In The London Review of Books, Patricia Lockwood qualified her feelings about Sylvia Plath’s husband, the poet Ted Hughes, after reading some of Plath’s reflections: “It is not that I have no sympathy for Hughes. I have immense sympathy for him when Plath describes her shrimp casseroles.” (William Wood, Edmonton, Alberta)

In The Dallas Morning News, Robert Wilonsky reported on the tensions when a developer met with residents of the northwest Dallas area where he wants to put up scores of new townhouses: “It took, like, three minutes for the town hall to devolve into shouts, accusations, murmurs, boos. Three minutes for friends and neighbors to start speaking in fluent Internet Comment.” (Dorit Suffness, Dallas)

In The Athletic, Jayson Stark identified the special purpose of the Philadelphia Phillies player Kyle Schwarber as “whomping baseballs” that always threaten “to land either in somebody’s cheesesteak or in a crater on the moon — whichever gets in the way first.” (Leslie Ferreira, Studio City, Calif.)

In The Dispatch, Jonah Goldberg fretted the automotive implications of an A.I. chatbot’s recent Nazi-friendly meltdown (and made clever reference to an old Stephen King novel and, separately, a classic Disney movie): “Elon Musk announced this week that all Teslas will be equipped with the new version of Grok.

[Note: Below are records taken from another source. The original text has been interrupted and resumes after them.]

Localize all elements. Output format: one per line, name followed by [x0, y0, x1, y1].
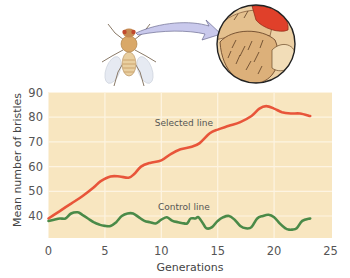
x-tick-label: 25 — [323, 244, 338, 258]
x-tick-label: 20 — [267, 244, 282, 258]
x-tick-label: 5 — [101, 244, 108, 258]
selected-line-label: Selected line — [155, 118, 214, 128]
control-line-label: Control line — [158, 202, 210, 212]
y-tick-label: 60 — [28, 160, 43, 174]
x-axis-ticks: 0510152025 — [45, 244, 338, 258]
x-tick-label: 10 — [154, 244, 169, 258]
y-tick-label: 80 — [28, 110, 43, 124]
y-tick-label: 50 — [28, 184, 43, 198]
bristle-line-chart: 405060708090 0510152025 Selected lineCon… — [0, 0, 350, 278]
y-axis-ticks: 405060708090 — [28, 86, 43, 224]
x-axis-title: Generations — [156, 261, 223, 274]
y-tick-label: 90 — [28, 86, 43, 100]
y-tick-label: 70 — [28, 135, 43, 149]
y-axis-title: Mean number of bristles — [11, 93, 24, 227]
x-tick-label: 0 — [45, 244, 52, 258]
y-tick-label: 40 — [28, 209, 43, 223]
x-tick-label: 15 — [210, 244, 225, 258]
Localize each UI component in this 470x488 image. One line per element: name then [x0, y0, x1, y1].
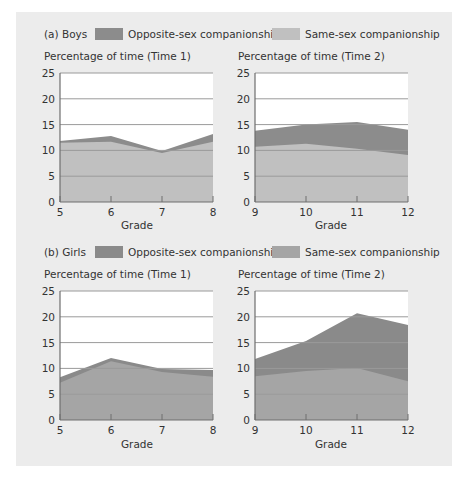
x-axis-label: Grade: [121, 438, 153, 450]
chart-girls-time1: Percentage of time (Time 1) 051015202556…: [42, 268, 217, 450]
x-tick-label: 11: [350, 424, 363, 436]
x-tick-label: 10: [299, 206, 312, 218]
legend-label-opposite-boys: Opposite-sex companionship: [128, 28, 280, 40]
x-tick-label: 8: [210, 424, 217, 436]
section-girls-header: (b) Girls Opposite-sex companionship Sam…: [44, 246, 440, 258]
legend-label-same-boys: Same-sex companionship: [305, 28, 440, 40]
legend-swatch-opposite-boys: [95, 28, 123, 40]
x-tick-label: 12: [401, 206, 414, 218]
y-tick-label: 20: [237, 311, 250, 323]
y-tick-label: 0: [48, 196, 55, 208]
x-tick-label: 9: [252, 206, 259, 218]
y-tick-label: 20: [42, 93, 55, 105]
y-tick-label: 10: [42, 362, 55, 374]
section-boys-header: (a) Boys Opposite-sex companionship Same…: [44, 28, 440, 40]
y-tick-label: 10: [237, 362, 250, 374]
legend-label-opposite-girls: Opposite-sex companionship: [128, 246, 280, 258]
legend-swatch-same-girls: [272, 246, 300, 258]
y-tick-label: 0: [243, 414, 250, 426]
x-axis-label: Grade: [315, 438, 347, 450]
chart-girls-time2: Percentage of time (Time 2) 051015202591…: [237, 268, 415, 450]
x-tick-label: 5: [57, 206, 64, 218]
x-axis-label: Grade: [315, 219, 347, 231]
y-tick-label: 10: [237, 144, 250, 156]
area-same-sex: [255, 144, 408, 202]
y-tick-label: 0: [48, 414, 55, 426]
figure: (a) Boys Opposite-sex companionship Same…: [0, 0, 470, 488]
x-tick-label: 8: [210, 206, 217, 218]
y-tick-label: 0: [243, 196, 250, 208]
y-tick-label: 20: [237, 93, 250, 105]
y-tick-label: 10: [42, 144, 55, 156]
legend-label-same-girls: Same-sex companionship: [305, 246, 440, 258]
x-tick-label: 7: [159, 424, 166, 436]
y-tick-label: 25: [42, 67, 55, 79]
x-tick-label: 7: [159, 206, 166, 218]
chart-boys-time1: Percentage of time (Time 1) 051015202556…: [42, 50, 217, 231]
x-tick-label: 12: [401, 424, 414, 436]
y-tick-label: 15: [237, 119, 250, 131]
y-tick-label: 15: [42, 337, 55, 349]
chart-title: Percentage of time (Time 2): [238, 50, 385, 62]
y-tick-label: 20: [42, 311, 55, 323]
x-tick-label: 9: [252, 424, 259, 436]
y-tick-label: 15: [42, 119, 55, 131]
y-tick-label: 5: [243, 388, 250, 400]
x-axis-label: Grade: [121, 219, 153, 231]
x-tick-label: 11: [350, 206, 363, 218]
x-tick-label: 10: [299, 424, 312, 436]
x-tick-label: 6: [108, 206, 115, 218]
y-tick-label: 5: [243, 170, 250, 182]
chart-boys-time2: Percentage of time (Time 2) 051015202591…: [237, 50, 415, 231]
legend-swatch-same-boys: [272, 28, 300, 40]
y-tick-label: 5: [48, 170, 55, 182]
y-tick-label: 15: [237, 337, 250, 349]
chart-title: Percentage of time (Time 1): [44, 268, 191, 280]
legend-swatch-opposite-girls: [95, 246, 123, 258]
section-label-boys: (a) Boys: [44, 28, 87, 40]
x-tick-label: 5: [57, 424, 64, 436]
y-tick-label: 25: [237, 67, 250, 79]
y-tick-label: 25: [237, 285, 250, 297]
x-tick-label: 6: [108, 424, 115, 436]
y-tick-label: 5: [48, 388, 55, 400]
chart-title: Percentage of time (Time 1): [44, 50, 191, 62]
y-tick-label: 25: [42, 285, 55, 297]
chart-title: Percentage of time (Time 2): [238, 268, 385, 280]
section-label-girls: (b) Girls: [44, 246, 86, 258]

I don’t think this means Teslas will start targeting Jews in intersections, like a souped-up Christine or Goebbels-Mode Herbie the Hate Bug, to deal with the ‘problem’ it sees ‘every damn time.’ But I do think Grok encouraged a lot of people who think that way. And some of those people drive.” (Michael Smith, Georgetown, Ky.)

In The New Yorker, Hanif Abdurraqib explored the scrutiny of Zohran Mamdani: “I tend to find Islamophobia unspectacular. That doesn’t mean I don’t also find it insidious and of serious consequence. I simply imagine it, like other prejudices, as a kind of ever-present static in the American psyche, tuned lower at times and then growing cacophonous with even a light touch of the volume dial.” (Hollis Rose Birnbaum, Chicago)

In The Times, John McWhorter questioned evolutions of language that are driven by political correctness: “Again and again we create new terms hoping to get past negative associations with the old ones, such as ‘homeless’ for ‘bum.’ But after a while the negative associations settle like a cloud of gnats on the new terms as well, and then it’s time to find a further euphemism. With no hesitation I predict that ‘unhoused person’ will need replacement in about 2030.” (Wim Kimmerer, Berkeley, Calif., and Lisa O’Melia, Norwalk, Conn., among many others)

Also in The Times, David Litt described the cultural and partisan divide between him and his brother-in-law: “It was immediately clear we had nothing in common. He lifted weights to death metal; I jogged to Sondheim.” Litt recommended communication, not contempt, in the face of such differences. “In an age when banishment backfires, keeping the door open to unlikely friendship isn’t a betrayal of principles — it’s an affirmation of them,” he wrote. (Kate Rosenbaum, Richmond, Va.)

Alissa Wilkinson remarked that the ranting of an old man in the new movie “Eddington” makes sense when the date is stamped onscreen — and situates him in the middle of pandemic lockdowns: “By late May 2020, even the most unflappable among us felt one raisin short of a fruitcake.” (Phillip Schulz, Brooklyn, N.Y.)

Lisa Lerer recognized the “long and storied history of over-interpreting New York elections as barometers of the national mood.” The Democratic Party, she added, “should spend more time thinking about the Upper Peninsula of Michigan than the Upper West Side.” (Carol Henton, San Mateo, Calif.)

Finally, in The Santa Barbara Independent, Nick Welsh distilled his objection to Trump’s megabill: “It shreds the safety net for the poor in order to give added bounce to the trampolines of the wealthy.” (Tom Hinshaw, Santa Barbara, Calif.)